A Normal Life, Please! (フツーの仕事がしたい Futsu no shigoto ga shitai)

“…shows us Japan not as we Westerners want to see it, and definitely not in the way that most Japanese want to see it, but the way it actually is…”

- Chris MaGee, The Toronto J-Film Pow-Wow

NORTH AMERICAN PREMIERE

Imagine driving a cement truck 552 hours in a single month. With 730 hours in a month that would leave you with only 5.7 hours a day to eat, shower and sleep. It’s an insane schedule, but it’s one that 37-year-old truck driver Nobukazu Kaikura kept up for a hellish period during 2006. Kaikura drives for Toutou Transport, a small independent 18 truck fleet that hauls cement for the large Tokyo-based corporation Fucox to construction sites throughout Japan. Not collecting a set salary, but instead being paid per load Kaikura and his fellow truckers nearly worked themselves to death in order to make ends meet. When Kaikura seeks the protection of a labour union he incurs the wrath of his bosses at Toutou Transport and the thugs they hire to intimidate Kaikura and his family day and night.

Kaikura’s struggle to have a normal life is captured on camera by documentary filmmaker Tokcahi Tsuchiya. Infuriating and inspiring A Normal Life, Please! has become a film phenomena. Screened throughout Japan it has also won major awards overseas including Best Documentary at the 2009 Dubai International Film Festival, and Best Documentary at the 17th annual Raindance Film Festival in London.

Director: Tokachi Tsuchiya

Producer: Group Low Position

Narration: Tokachi Tsuchiya

Cinematography: Tokachi Tsuchiya

Editing: Tokachi Tsuchiya

Music: Margaret Drawers

Cast: Nobukazu Kaikura

Released: 2008

Running time: 70 minutes

TrailerOfficial Website

Director’s Bio

Born in 1971 in Kyoto Tokachi Tsuchiya grew up in a military household. His father, an officer in Japan’s Self Defense Forces, passed away when he was a teenager. As a young man Tsuchiya worked as a bookseller, a videographer chronicling the homeless in Shinjuku and in 2000 he was hired by a company who streamed videos online. Two years later Tsuchiya was fired from the company and has been a freelance filmmaker ever since. With the severance payment he received from his dismissal he purchased the video camera he used to shoot A Normal Life, Please!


* **WHAT YOU WILL DO**: Which of the lines below contain the string "ylabel"? Copy each one.

* **DATA FOR ANALYSIS**:
—————

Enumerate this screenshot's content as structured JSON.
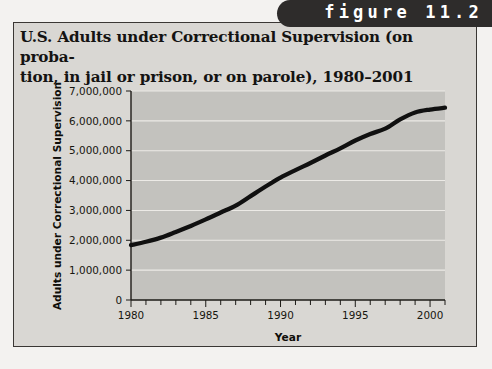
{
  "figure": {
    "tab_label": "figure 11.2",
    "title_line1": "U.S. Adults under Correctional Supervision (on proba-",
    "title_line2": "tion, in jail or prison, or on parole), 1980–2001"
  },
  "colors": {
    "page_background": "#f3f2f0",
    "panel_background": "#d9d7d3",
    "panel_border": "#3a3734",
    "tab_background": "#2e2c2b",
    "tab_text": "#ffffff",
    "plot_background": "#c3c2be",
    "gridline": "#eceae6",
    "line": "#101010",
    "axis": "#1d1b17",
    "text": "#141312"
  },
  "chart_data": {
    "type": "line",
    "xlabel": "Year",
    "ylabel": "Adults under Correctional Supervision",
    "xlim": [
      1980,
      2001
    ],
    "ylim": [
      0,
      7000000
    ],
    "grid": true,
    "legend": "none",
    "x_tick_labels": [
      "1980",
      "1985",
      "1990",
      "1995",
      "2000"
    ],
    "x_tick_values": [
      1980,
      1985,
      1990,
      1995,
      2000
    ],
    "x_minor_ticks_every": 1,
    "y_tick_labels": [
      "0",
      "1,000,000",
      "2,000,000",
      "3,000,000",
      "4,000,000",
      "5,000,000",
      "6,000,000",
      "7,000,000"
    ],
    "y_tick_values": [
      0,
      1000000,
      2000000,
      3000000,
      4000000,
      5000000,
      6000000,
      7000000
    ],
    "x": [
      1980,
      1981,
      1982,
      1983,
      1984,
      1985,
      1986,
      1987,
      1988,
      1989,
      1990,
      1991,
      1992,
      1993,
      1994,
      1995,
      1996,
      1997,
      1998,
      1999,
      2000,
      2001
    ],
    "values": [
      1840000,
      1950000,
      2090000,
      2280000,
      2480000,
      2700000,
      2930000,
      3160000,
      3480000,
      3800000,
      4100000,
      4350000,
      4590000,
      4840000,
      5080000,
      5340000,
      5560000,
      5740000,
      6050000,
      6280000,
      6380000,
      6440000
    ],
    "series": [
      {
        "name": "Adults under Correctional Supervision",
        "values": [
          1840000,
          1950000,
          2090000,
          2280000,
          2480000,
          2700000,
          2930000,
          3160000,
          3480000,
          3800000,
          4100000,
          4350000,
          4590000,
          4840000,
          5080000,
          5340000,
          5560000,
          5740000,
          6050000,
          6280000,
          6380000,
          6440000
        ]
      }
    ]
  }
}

—————

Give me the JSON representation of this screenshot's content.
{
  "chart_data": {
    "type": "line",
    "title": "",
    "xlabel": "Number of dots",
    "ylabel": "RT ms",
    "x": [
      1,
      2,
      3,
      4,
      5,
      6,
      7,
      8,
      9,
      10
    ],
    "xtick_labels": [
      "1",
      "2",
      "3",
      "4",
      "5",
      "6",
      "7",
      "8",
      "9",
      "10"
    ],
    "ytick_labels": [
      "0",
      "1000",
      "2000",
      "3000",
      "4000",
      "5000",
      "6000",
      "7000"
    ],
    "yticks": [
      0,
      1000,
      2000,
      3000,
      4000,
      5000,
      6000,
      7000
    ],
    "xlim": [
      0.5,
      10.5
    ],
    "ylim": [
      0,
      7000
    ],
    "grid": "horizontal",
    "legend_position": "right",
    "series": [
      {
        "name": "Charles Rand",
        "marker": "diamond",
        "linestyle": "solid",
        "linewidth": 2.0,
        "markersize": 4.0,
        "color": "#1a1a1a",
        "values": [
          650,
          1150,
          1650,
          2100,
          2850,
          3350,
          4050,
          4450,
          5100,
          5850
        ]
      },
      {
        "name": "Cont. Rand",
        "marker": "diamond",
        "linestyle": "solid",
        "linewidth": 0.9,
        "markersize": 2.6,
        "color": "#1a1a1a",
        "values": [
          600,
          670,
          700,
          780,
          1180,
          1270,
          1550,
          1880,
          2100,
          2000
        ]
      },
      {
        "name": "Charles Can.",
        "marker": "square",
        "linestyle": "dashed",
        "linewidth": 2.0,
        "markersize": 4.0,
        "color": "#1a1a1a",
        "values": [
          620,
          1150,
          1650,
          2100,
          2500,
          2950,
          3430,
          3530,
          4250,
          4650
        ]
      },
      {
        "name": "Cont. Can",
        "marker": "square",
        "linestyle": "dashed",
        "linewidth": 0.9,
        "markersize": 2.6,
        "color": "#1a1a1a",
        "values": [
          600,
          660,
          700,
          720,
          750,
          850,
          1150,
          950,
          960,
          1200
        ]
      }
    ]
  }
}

—————

* **FINISHED TASK**:
    "ylabel": "Adults under Correctional Supervision",
    "ylabel": "RT ms",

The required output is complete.